“He acted like he lost Ace this morning, Georgia,” I defended. “I mean, I nearly had a heart attack over it.”
“You need to see a doctor,” she said with absolute shock in her voice. “Seriously, Cass, I think you have too many pregnancy hormones. This is completely and totally f-u-c-k-e-d.”
She had a bit of a point about too many pregnancy hormones, but I was surprised she wasn’t seeing the situation from both sides of the coin. “If I were you, I’d probably be more focused on the fact that Thatch hasn’t called you to tell you that your dog is missing.”
Georgia stopped. And then she stared.
She stayed like that for a few quiet moments until she muttered, “That motherfluffer.”
“I know, right?” I questioned, even though I didn’t necessarily think Thatch needed Georgia’s wrath. I just kind of needed her on my team for the rest of the day. A pregnant lady could only handle navigating a horse through the city sidewalks for so long, and my husband was just going to have to take one for the team. The marriage team, not the prank team. On that, we were clearly on opposing sides.
Luckily, Georgia reeked of determination. The smell was so potent, I knew I’d just forced a crossover. “He thinks my dog is missing, but he doesn’t call me to tell me my dog is missing… Is this a joke right now?”
“Yeah,” I agreed. “I mean, I’d be a little pissed if I were you…”
That’s it, Cass. Stoke the fire.
She snagged her phone from the table and tapped her fingers against the screen in rapid succession. Once she set it back down on the table, the sent text message shone like a beacon.
Don’t tell Thatch we have Stan. I’m handling it.
Wes’s response came a minute later.
Wes: Jesus Christ, Georgia. Don’t tell me she pulled you over to the dark side…
Mwa-ha-ha.
Welcome to Team Cassie, Wheorgie.
Like a fresh beat in a club, “Thong Song” started to play on my phone.
Okay, so the last time “Thong Song” was fresh was in 1999. But I think I mentioned that I’m coming up on forty. I wasn’t sure how I was going to handle that birthday, to be honest.
I reached for it quickly, hoping to see Wes’s name on the screen, calling with a plan. I’d finally resigned myself to the fact that I’d lost Kline and Georgia’s sweet, precious monster dog, and I vowed to kill the person responsible with my bare hands. As long as that person wasn’t, you know, me. Because I still hadn’t figured out the logistics of how this was possible.

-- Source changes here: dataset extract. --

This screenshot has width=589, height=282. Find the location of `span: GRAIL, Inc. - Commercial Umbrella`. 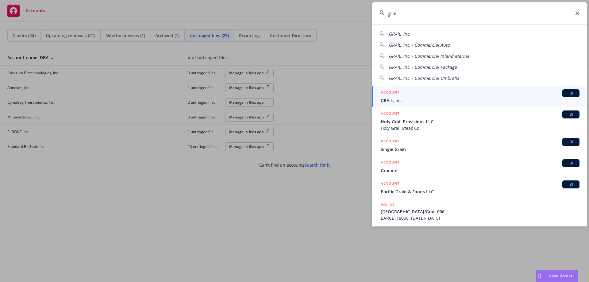

span: GRAIL, Inc. - Commercial Umbrella is located at coordinates (424, 78).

My door lock company would be receiving a strongly worded phone call when this whole ordeal was over, hopefully with a safe and sound Stan back in Walter’s arms. He was straight up losing his shit. Hissing and clawing and making bold moves toward me to threaten attack. I’d ended up locking him inside of the nursery after Evie and I just barely escaped with our skin intact.
But God, as I saw the name on the screen—not Wes—big, manly bouts of hyperventilation wracked my body. And they were masculine because, come on, it was me, but I smothered them quickly as Ace and Julia came running. I didn’t want to alarm them.
“Hey, Thatch!”
“Uh…hey, Georgia girl.” I tried to keep my voice as even as possible. She deserved to know what was going on, but I was a little scared of her. Not really her directly, but her husband and the life algorithms he would recalculate in his wife’s name. I wasn’t sure how it all worked, he was too smart for me, but I was certain he could destroy me with just one click of a mouse. “How’s work?”
“Oh, I finished up a few minutes ago. I could be there in a half hour or so if you want me to come pick up the four-ring circus before dinner. With three kids and just as many animals, you must have your hands full.”
A fresh wave of panic overwhelmed me as I pictured Georgia arriving to the news that her dog, the one she’d fought valiantly to adopt and raised to monster-size—the one that was the only antidote to the possessed nature of their cat—was missing.
I wasn’t proud of it, but on instinct, the totally fucked version of me jumped back into action and straight into a lie.
“Actually, why don’t you go do something for yourself? You’ve got two kids now, the feline spawn of Satan himself, Stan, and a deadbeat husband, so you could probably use the me time.”
Kline’s not a deadbeat, my mind said on a panicked whisper.
You’ve got to play the game, hater, I silently shouted back.
“Really? You don’t mind keeping them?”
Tears threatened. I want to keep all of them forever. STAAANN.